In a CI environment, you'll also need npm login
to similarly authenticate. Otherwise, npm install
will fail, since it doesn't have access to the private NPM package. One way to pre-configure this is to use a .npmrc
file; however, this commits auth credentials to the repo with that file. So, another way is to use the NPM tool npm-cli-login. There is a requirement that you either use your own personal access token (not optimal: you leave the repo, CI breaks), or set up a GitHub account specifically for CI and create an access token with that account.
npm install
:- name: Login to GitHub private NPM registry
env:
CI_ACCESS_TOKEN: ${{ secrets.NAME_OF_YOUR_ACCESS_TOKEN_SECRET }}
shell: bash
run: |
npm install -g npm-cli-login
npm-cli-login -u "USERNAME" -p "${CI_ACCESS_TOKEN}" -e "EMAIL" -r "https://npm.pkg.github.com" -s "@SCOPE"
Replace NAME_OF_YOUR_ACCESS_TOKEN_SECRET
, USERNAME
, EMAIL
and SCOPE
.
For example
- name: Login to GitHub private NPM registry
env:
CI_ACCESS_TOKEN: ${{ secrets.MY_TOKEN }}
shell: bash
run: |
npm install -g npm-cli-login
npm-cli-login -u "ci-github-account" -p "${CI_ACCESS_TOKEN}" -e "[email protected]" -r "https://npm.pkg.github.com" -s "@jessica"
Done!
Now when GitHub Actions later run npm install
, the script will have access to the private NPM package.
FYI: If you're familiar with GitHub Actions, you may ask why can't we use secrets.GITHUB_TOKEN
which GitHub automatically supplies? The reason is secrets.GITHUB_TOKEN
only has access to the repo that is running the GitHub Actions, it does not have access to the repo of the private NPM package.
I wasn't able to make the accepted answer work in a Docker container.
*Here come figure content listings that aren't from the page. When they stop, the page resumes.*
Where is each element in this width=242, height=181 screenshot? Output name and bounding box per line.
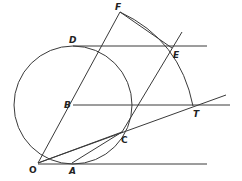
line-c-e-extended <box>122 32 182 132</box>
label-t: T <box>193 109 200 119</box>
label-b: B <box>64 100 71 110</box>
label-e: E <box>173 50 180 60</box>
label-f: F <box>115 2 122 12</box>
line-f-e <box>120 12 172 48</box>
label-a: A <box>68 166 76 176</box>
geometry-diagram: F D E B T C O A <box>0 0 242 181</box>
label-c: C <box>121 135 128 145</box>
label-o: O <box>29 165 37 175</box>
label-d: D <box>69 35 77 45</box>
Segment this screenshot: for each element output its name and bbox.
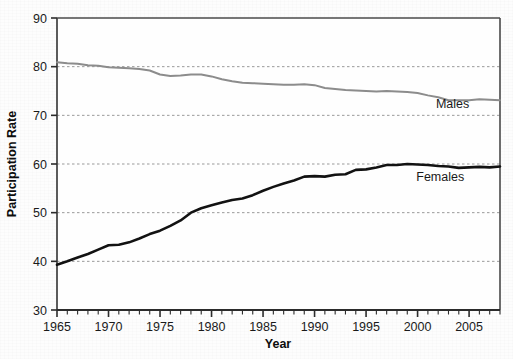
x-tick-label-1975: 1975 xyxy=(146,320,174,334)
x-tick-label-1985: 1985 xyxy=(249,320,277,334)
chart-figure: 30405060708090 1965197019751980198519901… xyxy=(0,0,513,359)
x-tick-label-1965: 1965 xyxy=(43,320,71,334)
line-chart: 30405060708090 1965197019751980198519901… xyxy=(0,0,513,359)
x-axis-tick-labels: 196519701975198019851990199520002005 xyxy=(43,320,483,334)
x-axis-title: Year xyxy=(265,337,292,351)
y-axis-title: Participation Rate xyxy=(5,111,19,217)
x-tick-label-1990: 1990 xyxy=(301,320,329,334)
series-label-females: Females xyxy=(416,170,464,184)
x-tick-label-1980: 1980 xyxy=(198,320,226,334)
y-tick-label-30: 30 xyxy=(33,304,47,318)
y-tick-label-40: 40 xyxy=(33,255,47,269)
x-tick-label-1995: 1995 xyxy=(352,320,380,334)
y-tick-label-90: 90 xyxy=(33,12,47,26)
y-tick-label-70: 70 xyxy=(33,109,47,123)
x-tick-label-2000: 2000 xyxy=(404,320,432,334)
y-tick-label-80: 80 xyxy=(33,60,47,74)
series-label-males: Males xyxy=(436,97,469,111)
y-axis-tick-labels: 30405060708090 xyxy=(33,12,47,318)
y-tick-label-60: 60 xyxy=(33,158,47,172)
x-tick-label-1970: 1970 xyxy=(95,320,123,334)
x-tick-label-2005: 2005 xyxy=(455,320,483,334)
y-tick-label-50: 50 xyxy=(33,206,47,220)
x-axis-ticks xyxy=(57,310,500,317)
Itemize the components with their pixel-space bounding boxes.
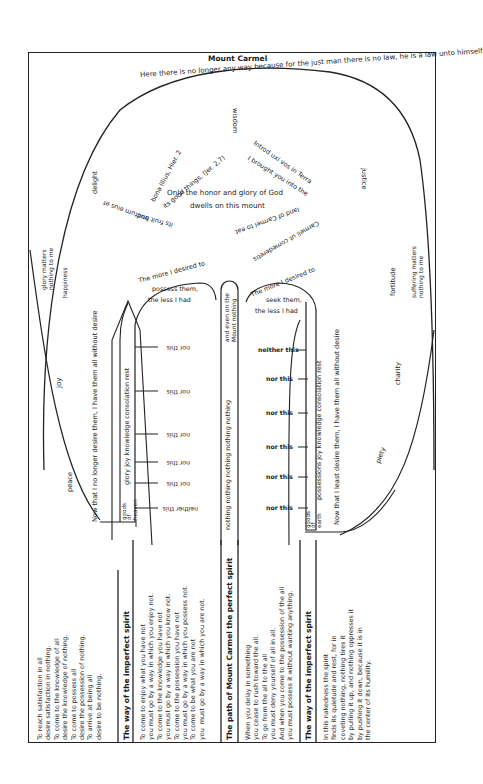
bottom-col4-text: In this nakedness the spirit finds its q…: [322, 609, 372, 740]
left-branch-2: nor this: [166, 481, 190, 487]
right-branch-5: nor this: [266, 474, 293, 480]
right-branch-6: nor this: [266, 505, 293, 511]
bottom-col1-text: To reach satisfaction in all desire sati…: [36, 634, 103, 740]
left-arch-line3: the less I had: [148, 297, 191, 303]
virtue-glory-matters: glory matters nothing to me: [40, 248, 54, 290]
virtue-charity: charity: [395, 362, 402, 385]
virtue-joy: joy: [56, 378, 63, 388]
center-line2: dwells on this mount: [190, 202, 265, 209]
middle-path-text: nothing nothing nothing nothing nothing: [225, 400, 231, 530]
bottom-col4-header: The way of the imperfect spirit: [304, 611, 313, 740]
diagram-title: Mount Carmel: [208, 55, 267, 63]
bottom-col3-header: The path of Mount Carmel the perfect spi…: [225, 558, 234, 740]
virtue-happiness: happiness: [62, 267, 68, 298]
right-branch-2: nor this: [266, 376, 293, 382]
middle-top-text: and even on the Mount nothing: [224, 293, 237, 342]
right-branch-1: neither this: [258, 347, 299, 353]
right-branch-4: nor this: [266, 444, 293, 450]
left-branch-1: neither this: [163, 506, 198, 512]
left-arch-line2: possess them,: [152, 286, 198, 292]
bottom-col3-text: When you delay in something you cease to…: [244, 587, 294, 740]
right-column-text: Now that I least desire them, I have the…: [334, 329, 341, 525]
virtue-wisdom: wisdom: [231, 108, 238, 133]
virtue-fortitude: fortitude: [390, 268, 397, 297]
left-branch-5: nor this: [166, 389, 190, 395]
right-goods-list: possessions joy knowledge consolation re…: [316, 361, 322, 500]
bottom-col2-text: To come to enjoy what you have not you m…: [139, 585, 206, 740]
left-branch-3: nor this: [166, 460, 190, 466]
left-goods-label: goods of heaven: [122, 499, 138, 520]
right-arch-line2: seek them,: [266, 297, 302, 303]
right-arch-line3: the less I had: [255, 308, 298, 314]
left-branch-6: nor this: [166, 345, 190, 351]
virtue-suffering-matters: suffering matters nothing to me: [410, 246, 424, 298]
virtue-delight: delight: [92, 171, 99, 194]
left-column-text: Now that I no longer desire them, I have…: [92, 310, 99, 522]
right-goods-label: goods of earth: [306, 511, 322, 528]
left-branch-4: nor this: [166, 432, 190, 438]
virtue-peace: peace: [67, 472, 74, 492]
virtue-justice: justice: [360, 168, 367, 190]
left-goods-list: glory joy knowledge consolation rest: [124, 368, 130, 485]
right-branch-3: nor this: [266, 410, 293, 416]
bottom-col2-header: The way of the imperfect spirit: [122, 611, 131, 740]
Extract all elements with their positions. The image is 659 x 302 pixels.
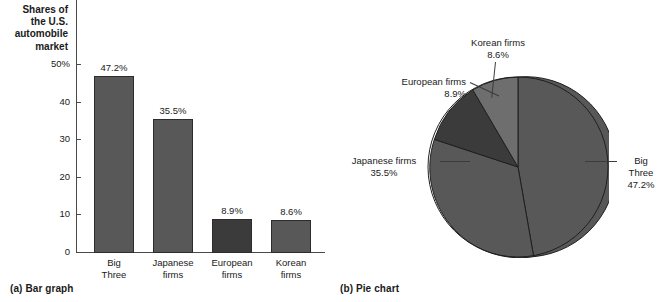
pie-chart-caption: (b) Pie chart [340,283,399,294]
y-tick-label-50: 50% [34,59,70,69]
pie-label-big-three: Big Three 47.2% [620,155,659,191]
y-axis-title-line-1: Shares of [0,4,68,16]
bar-graph-panel: Shares of the U.S. automobile market 50%… [0,0,330,302]
y-axis-title-line-4: market [0,41,68,53]
y-tick-mark-20 [76,177,81,178]
pie-label-japanese-firms: Japanese firms 35.5% [334,155,434,179]
bar-european-firms[interactable] [212,219,252,253]
pie-label-korean-firms-name: Korean firms [458,37,538,49]
bar-graph-caption: (a) Bar graph [10,283,74,294]
x-label-korean-firms: Korean firms [256,257,326,281]
bar-value-japanese-firms: 35.5% [143,105,203,116]
pie-slice-big-three[interactable] [518,77,609,257]
bar-japanese-firms[interactable] [153,119,193,253]
bar-value-big-three: 47.2% [84,62,144,73]
y-tick-label-0: 0 [34,247,70,257]
bar-korean-firms[interactable] [271,220,311,253]
pie-label-korean-firms: Korean firms 8.6% [458,37,538,61]
y-axis-title-line-3: automobile [0,28,68,40]
y-tick-mark-30 [76,139,81,140]
pie-chart-svg [427,76,609,258]
y-tick-mark-40 [76,102,81,103]
pie-chart [427,76,609,258]
pie-label-big-three-line-2: Three [620,167,659,179]
y-tick-label-40: 40 [34,97,70,107]
pie-label-big-three-line-1: Big [620,155,659,167]
pie-chart-panel: Korean firms 8.6% European firms 8.9% Ja… [330,0,659,302]
y-tick-mark-50 [76,64,81,65]
pie-label-european-firms: European firms 8.9% [362,76,466,100]
pie-label-korean-firms-value: 8.6% [458,49,538,61]
y-tick-label-20: 20 [34,172,70,182]
pie-label-japanese-firms-name: Japanese firms [334,155,434,167]
pie-label-european-firms-value: 8.9% [362,88,466,100]
y-tick-label-30: 30 [34,134,70,144]
bar-value-european-firms: 8.9% [202,205,262,216]
y-axis-line [76,0,77,253]
y-axis-title-line-2: the U.S. [0,16,68,28]
x-label-korean-firms-line-1: Korean [256,257,326,269]
bar-value-korean-firms: 8.6% [261,206,321,217]
pie-label-european-firms-name: European firms [362,76,466,88]
leader-line-japanese-firms [440,161,470,162]
y-axis-title: Shares of the U.S. automobile market [0,4,68,53]
leader-line-big-three [585,161,617,162]
pie-label-japanese-firms-value: 35.5% [334,167,434,179]
y-tick-label-10: 10 [34,209,70,219]
y-tick-mark-10 [76,214,81,215]
bar-big-three[interactable] [94,76,134,253]
x-label-korean-firms-line-2: firms [256,269,326,281]
pie-label-big-three-value: 47.2% [620,179,659,191]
What worked for me was to set the Personal Access Token from GitHub in a file called .netrc
ARG GITHUB_READ_TOKEN
RUN echo -e "machine github.com\n login $GITHUB_READ_TOKEN" > ~/.netrc
RUN npm install --only=production --force \
&& npm cache clean --force
RUN rm ~/.netrc
in package.json
"my-lib": "github:username/repo",
Although this is an old question, adding an answer here which works across platforms.
The general npm v7 syntax to access private repositories in node_modules is -
git+https://<token_name>:<token>@<path_to_repository>.git#<commit>
You will have to create an access token with your git service provider with atleast read access.
Following are links for most popular platforms :
Do note github creates token linked to your username and there is no token name, thus, use your username instead of token_name for github.